China will complete the world’s first railway loop around a desert, at 2,712 kilometers and around the vast Taklimakan Desert, when a new 825-kilometer section opens on Thursday in Northwest China’s Xinjiang Uygur Autonomous Region, state-owned railway operator China State Railway Group announced on Wednesday.
The Hotan-Ruoqiang railway, which connects Hotan city in southwestern Xinjiang and Ruoqiang county in the southeast, with a journey taking just under 11 and a half hours, has a designed speed of 120 kilometers per hour and 22 stations. The line can be electrified in the future.
The Taklimakan Desert, with a size slightly smaller than Germany, is the world’s second-largest shifting sand desert. The Hotan-Ruoqiang railway has 534 kilometers, or 65 percent of its total length, facing the threats of wind and sand, and engineers have battled with these problems since construction began in December 2018.
Five bridges with a total length of 49.7 kilometers were built with trains running on top of these bridges, while sand moves below. The builders created 50 million square meters of grass grids and planted 13 million sand-loving plants such as sea buckthorn to protect the railway.
Together with three existing railways that trim the desert, the operation of the Hotan-Ruoqiang railway will make the world’s first railway loop around a desert a reality. The new line will further boost railway connections in the western border areas and facilitate the flow of people and goods, and the development of regions along their routes, with the effect of boosting ethnic unity, bolstering national defense and promoting rural revitalization, the company said.
Sun Zhang, a mass transit expert and professor at Shanghai Tongji University, told the Global Times on Wednesday that the loop railway’s lift to regional economic development won’t be measured by addition but by multiplication, and the railway is set to greatly boost the economy of southern Xinjiang.
The relatively low speed of the railway means it can carry both passengers and cargo, which will be a boon for the resource-rich region, Sun said.
With the construction of the China-Kyrgyzstan-Uzbekistan (CKU) railway seeing positive signs of getting started after years of delay, the loop railway connecting all parts of southern Xinjiang will help the circulation of goods both domestically and internationally. Kashi, a hub, could become a connecting point of international and domestic circulation, Sun predicted.
The CKU railway would potentially be the shortest route to transport goods from China to Europe and the Middle East, cutting the journey by 900 kilometers and saving seven to eight days of travel time.
As of the end of 2021, the total operating length of railways across China exceeded 150,000 kilometers, including more than 40,000 kilometers of high-speed railways.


- Task requirements: Will you output all of the data below exactly, omitting the images?

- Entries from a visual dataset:
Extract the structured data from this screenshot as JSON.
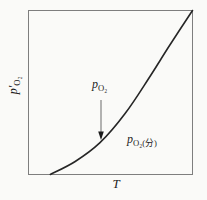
{
  "figure": {
    "background": "#fafaf8",
    "border_color": "#7e7e7e",
    "curve_color": "#262626",
    "arrow_shaft_color": "#6a6a6a",
    "arrow_head_color": "#1a1a1a",
    "labels": {
      "y_axis_base": "p′",
      "y_axis_sub": "O₂",
      "x_axis": "T",
      "arrow_label_base": "p",
      "arrow_label_sub": "O₂",
      "curve_label_base": "p",
      "curve_label_sub": "O₂(分)"
    }
  },
  "chart_data": {
    "type": "line",
    "title": "",
    "xlabel": "T",
    "ylabel": "p′O₂",
    "axes_numeric": false,
    "grid": false,
    "legend": "none",
    "x_range_normalized": [
      0,
      1
    ],
    "y_range_normalized": [
      0,
      1
    ],
    "series": [
      {
        "name": "equilibrium oxygen pressure p′O₂ vs temperature T",
        "shape": "convex-increasing (exponential-like), starts on x-axis and ends at top-right corner of frame",
        "points_normalized": [
          {
            "x": 0.133,
            "y": 0.0
          },
          {
            "x": 0.285,
            "y": 0.079
          },
          {
            "x": 0.436,
            "y": 0.194
          },
          {
            "x": 0.588,
            "y": 0.37
          },
          {
            "x": 0.727,
            "y": 0.576
          },
          {
            "x": 0.861,
            "y": 0.788
          },
          {
            "x": 1.0,
            "y": 1.0
          }
        ]
      }
    ],
    "annotations": [
      {
        "text": "p O₂",
        "type": "label-with-down-arrow",
        "points_to": "curve",
        "x_normalized": 0.443
      },
      {
        "text": "p O₂(分)",
        "type": "curve-label",
        "position": "below-right of curve",
        "x_normalized": 0.63
      }
    ]
  }
}
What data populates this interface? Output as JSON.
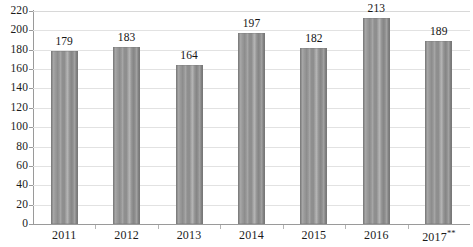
{
  "chart_data": {
    "type": "bar",
    "title": "",
    "subtitle": "",
    "xlabel": "",
    "ylabel": "",
    "categories": [
      "2011",
      "2012",
      "2013",
      "2014",
      "2015",
      "2016",
      "2017**"
    ],
    "values": [
      179,
      183,
      164,
      197,
      182,
      213,
      189
    ],
    "data_labels": [
      "179",
      "183",
      "164",
      "197",
      "182",
      "213",
      "189"
    ],
    "ylim": [
      0,
      220
    ],
    "ytick_step": 20,
    "ytick_labels": [
      "0",
      "20",
      "40",
      "60",
      "80",
      "100",
      "120",
      "140",
      "160",
      "180",
      "200",
      "220"
    ],
    "ytick_values": [
      0,
      20,
      40,
      60,
      80,
      100,
      120,
      140,
      160,
      180,
      200,
      220
    ],
    "grid": true,
    "grid_axis": "y",
    "legend": false,
    "legend_position": "none",
    "series": [
      {
        "name": "",
        "values": [
          179,
          183,
          164,
          197,
          182,
          213,
          189
        ]
      }
    ],
    "annotations": [
      {
        "text": "**",
        "attached_to": "2017",
        "meaning": "footnote marker on last category label"
      }
    ],
    "colors": {
      "bar_fill": "#8e8e8e",
      "bar_fill_light": "#a0a0a0",
      "bar_fill_dark": "#7c7c7c",
      "gridline": "#e2e2e2",
      "axis_line": "#9a9a9a",
      "text": "#1b1b1b",
      "background": "#ffffff"
    },
    "bar_style": "vertical-striped-gray"
  }
}
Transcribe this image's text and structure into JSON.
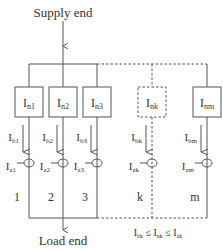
{
  "labels": {
    "supply": "Supply end",
    "load": "Load end",
    "inequality": {
      "a": "I",
      "a_sub": "bk",
      "le1": " ≤ ",
      "b": "I",
      "b_sub": "nk",
      "le2": " ≤ ",
      "c": "I",
      "c_sub": "zk"
    }
  },
  "branches": [
    {
      "id": "1",
      "x": 29,
      "dashed": false,
      "box": {
        "main": "I",
        "sub": "n1"
      },
      "flow": {
        "main": "I",
        "sub": "b1"
      },
      "limit": {
        "main": "I",
        "sub": "z1"
      },
      "number": "1"
    },
    {
      "id": "2",
      "x": 63,
      "dashed": false,
      "box": {
        "main": "I",
        "sub": "n2"
      },
      "flow": {
        "main": "I",
        "sub": "b2"
      },
      "limit": {
        "main": "I",
        "sub": "z2"
      },
      "number": "2"
    },
    {
      "id": "3",
      "x": 97,
      "dashed": false,
      "box": {
        "main": "I",
        "sub": "n3"
      },
      "flow": {
        "main": "I",
        "sub": "b3"
      },
      "limit": {
        "main": "I",
        "sub": "z3"
      },
      "number": "3"
    },
    {
      "id": "k",
      "x": 152,
      "dashed": true,
      "box": {
        "main": "I",
        "sub": "nk"
      },
      "flow": {
        "main": "I",
        "sub": "bk"
      },
      "limit": {
        "main": "I",
        "sub": "zk"
      },
      "number": "k"
    },
    {
      "id": "m",
      "x": 207,
      "dashed": false,
      "box": {
        "main": "I",
        "sub": "nm"
      },
      "flow": {
        "main": "I",
        "sub": "bm"
      },
      "limit": {
        "main": "I",
        "sub": "zm"
      },
      "number": "m"
    }
  ],
  "colors": {
    "line": "#555555",
    "text": "#333333",
    "background": "#ffffff"
  }
}
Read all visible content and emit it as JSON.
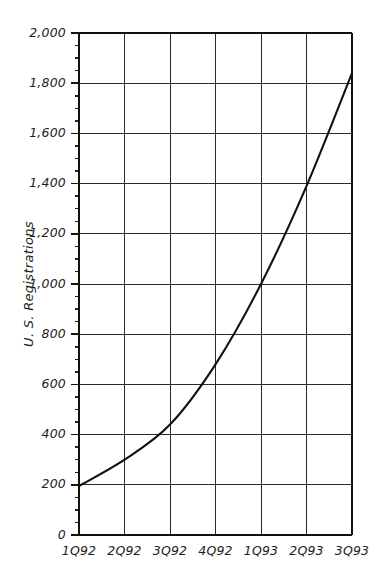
{
  "chart_data": {
    "type": "line",
    "title": "",
    "subtitle": "",
    "xlabel": "",
    "ylabel": "U. S. Registrations",
    "categories": [
      "1Q92",
      "2Q92",
      "3Q92",
      "4Q92",
      "1Q93",
      "2Q93",
      "3Q93"
    ],
    "values": [
      195,
      300,
      440,
      680,
      1000,
      1390,
      1840
    ],
    "series": [
      {
        "name": "U. S. Registrations",
        "values": [
          195,
          300,
          440,
          680,
          1000,
          1390,
          1840
        ]
      }
    ],
    "ylim": [
      0,
      2000
    ],
    "ytick_values": [
      0,
      200,
      400,
      600,
      800,
      1000,
      1200,
      1400,
      1600,
      1800,
      2000
    ],
    "ytick_labels": [
      "0",
      "200",
      "400",
      "600",
      "800",
      "1,000",
      "1,200",
      "1,400",
      "1,600",
      "1,800",
      "2,000"
    ],
    "y_minor_tick_interval": 50,
    "xtick_labels": [
      "1Q92",
      "2Q92",
      "3Q92",
      "4Q92",
      "1Q93",
      "2Q93",
      "3Q93"
    ],
    "grid": true,
    "grid_horizontal": true,
    "grid_vertical": true,
    "legend": false,
    "legend_position": "none",
    "line_color": "#111111",
    "grid_color": "#2a2a2a",
    "background_color": "#ffffff",
    "annotations": []
  },
  "figure": {
    "background_color": "#ffffff",
    "axis_color": "#111111"
  }
}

- Reply to the task:
Extract the structured data from this screenshot as JSON.
{
  "figure": {
    "background": "#fafaf8",
    "border_color": "#7e7e7e",
    "curve_color": "#262626",
    "arrow_shaft_color": "#6a6a6a",
    "arrow_head_color": "#1a1a1a",
    "labels": {
      "y_axis_base": "p′",
      "y_axis_sub": "O₂",
      "x_axis": "T",
      "arrow_label_base": "p",
      "arrow_label_sub": "O₂",
      "curve_label_base": "p",
      "curve_label_sub": "O₂(分)"
    }
  },
  "chart_data": {
    "type": "line",
    "title": "",
    "xlabel": "T",
    "ylabel": "p′O₂",
    "axes_numeric": false,
    "grid": false,
    "legend": "none",
    "x_range_normalized": [
      0,
      1
    ],
    "y_range_normalized": [
      0,
      1
    ],
    "series": [
      {
        "name": "equilibrium oxygen pressure p′O₂ vs temperature T",
        "shape": "convex-increasing (exponential-like), starts on x-axis and ends at top-right corner of frame",
        "points_normalized": [
          {
            "x": 0.133,
            "y": 0.0
          },
          {
            "x": 0.285,
            "y": 0.079
          },
          {
            "x": 0.436,
            "y": 0.194
          },
          {
            "x": 0.588,
            "y": 0.37
          },
          {
            "x": 0.727,
            "y": 0.576
          },
          {
            "x": 0.861,
            "y": 0.788
          },
          {
            "x": 1.0,
            "y": 1.0
          }
        ]
      }
    ],
    "annotations": [
      {
        "text": "p O₂",
        "type": "label-with-down-arrow",
        "points_to": "curve",
        "x_normalized": 0.443
      },
      {
        "text": "p O₂(分)",
        "type": "curve-label",
        "position": "below-right of curve",
        "x_normalized": 0.63
      }
    ]
  }
}
What data populates this interface? Output as JSON.
{
  "chart_data": {
    "type": "bar",
    "title": "",
    "subtitle": "",
    "xlabel": "",
    "ylabel": "",
    "categories": [
      "2011",
      "2012",
      "2013",
      "2014",
      "2015",
      "2016",
      "2017**"
    ],
    "values": [
      179,
      183,
      164,
      197,
      182,
      213,
      189
    ],
    "data_labels": [
      "179",
      "183",
      "164",
      "197",
      "182",
      "213",
      "189"
    ],
    "ylim": [
      0,
      220
    ],
    "ytick_step": 20,
    "ytick_labels": [
      "0",
      "20",
      "40",
      "60",
      "80",
      "100",
      "120",
      "140",
      "160",
      "180",
      "200",
      "220"
    ],
    "ytick_values": [
      0,
      20,
      40,
      60,
      80,
      100,
      120,
      140,
      160,
      180,
      200,
      220
    ],
    "grid": true,
    "grid_axis": "y",
    "legend": false,
    "legend_position": "none",
    "series": [
      {
        "name": "",
        "values": [
          179,
          183,
          164,
          197,
          182,
          213,
          189
        ]
      }
    ],
    "annotations": [
      {
        "text": "**",
        "attached_to": "2017",
        "meaning": "footnote marker on last category label"
      }
    ],
    "colors": {
      "bar_fill": "#8e8e8e",
      "bar_fill_light": "#a0a0a0",
      "bar_fill_dark": "#7c7c7c",
      "gridline": "#e2e2e2",
      "axis_line": "#9a9a9a",
      "text": "#1b1b1b",
      "background": "#ffffff"
    },
    "bar_style": "vertical-striped-gray"
  }
}
Transcribe this image's text and structure into JSON.
{
  "labels": {
    "supply": "Supply end",
    "load": "Load end",
    "inequality": {
      "a": "I",
      "a_sub": "bk",
      "le1": " ≤ ",
      "b": "I",
      "b_sub": "nk",
      "le2": " ≤ ",
      "c": "I",
      "c_sub": "zk"
    }
  },
  "branches": [
    {
      "id": "1",
      "x": 29,
      "dashed": false,
      "box": {
        "main": "I",
        "sub": "n1"
      },
      "flow": {
        "main": "I",
        "sub": "b1"
      },
      "limit": {
        "main": "I",
        "sub": "z1"
      },
      "number": "1"
    },
    {
      "id": "2",
      "x": 63,
      "dashed": false,
      "box": {
        "main": "I",
        "sub": "n2"
      },
      "flow": {
        "main": "I",
        "sub": "b2"
      },
      "limit": {
        "main": "I",
        "sub": "z2"
      },
      "number": "2"
    },
    {
      "id": "3",
      "x": 97,
      "dashed": false,
      "box": {
        "main": "I",
        "sub": "n3"
      },
      "flow": {
        "main": "I",
        "sub": "b3"
      },
      "limit": {
        "main": "I",
        "sub": "z3"
      },
      "number": "3"
    },
    {
      "id": "k",
      "x": 152,
      "dashed": true,
      "box": {
        "main": "I",
        "sub": "nk"
      },
      "flow": {
        "main": "I",
        "sub": "bk"
      },
      "limit": {
        "main": "I",
        "sub": "zk"
      },
      "number": "k"
    },
    {
      "id": "m",
      "x": 207,
      "dashed": false,
      "box": {
        "main": "I",
        "sub": "nm"
      },
      "flow": {
        "main": "I",
        "sub": "bm"
      },
      "limit": {
        "main": "I",
        "sub": "zm"
      },
      "number": "m"
    }
  ],
  "colors": {
    "line": "#555555",
    "text": "#333333",
    "background": "#ffffff"
  }
}
Read all visible content and emit it as JSON.
{
  "chart_data": {
    "type": "line",
    "title": "",
    "subtitle": "",
    "xlabel": "",
    "ylabel": "U. S. Registrations",
    "categories": [
      "1Q92",
      "2Q92",
      "3Q92",
      "4Q92",
      "1Q93",
      "2Q93",
      "3Q93"
    ],
    "values": [
      195,
      300,
      440,
      680,
      1000,
      1390,
      1840
    ],
    "series": [
      {
        "name": "U. S. Registrations",
        "values": [
          195,
          300,
          440,
          680,
          1000,
          1390,
          1840
        ]
      }
    ],
    "ylim": [
      0,
      2000
    ],
    "ytick_values": [
      0,
      200,
      400,
      600,
      800,
      1000,
      1200,
      1400,
      1600,
      1800,
      2000
    ],
    "ytick_labels": [
      "0",
      "200",
      "400",
      "600",
      "800",
      "1,000",
      "1,200",
      "1,400",
      "1,600",
      "1,800",
      "2,000"
    ],
    "y_minor_tick_interval": 50,
    "xtick_labels": [
      "1Q92",
      "2Q92",
      "3Q92",
      "4Q92",
      "1Q93",
      "2Q93",
      "3Q93"
    ],
    "grid": true,
    "grid_horizontal": true,
    "grid_vertical": true,
    "legend": false,
    "legend_position": "none",
    "line_color": "#111111",
    "grid_color": "#2a2a2a",
    "background_color": "#ffffff",
    "annotations": []
  },
  "figure": {
    "background_color": "#ffffff",
    "axis_color": "#111111"
  }
}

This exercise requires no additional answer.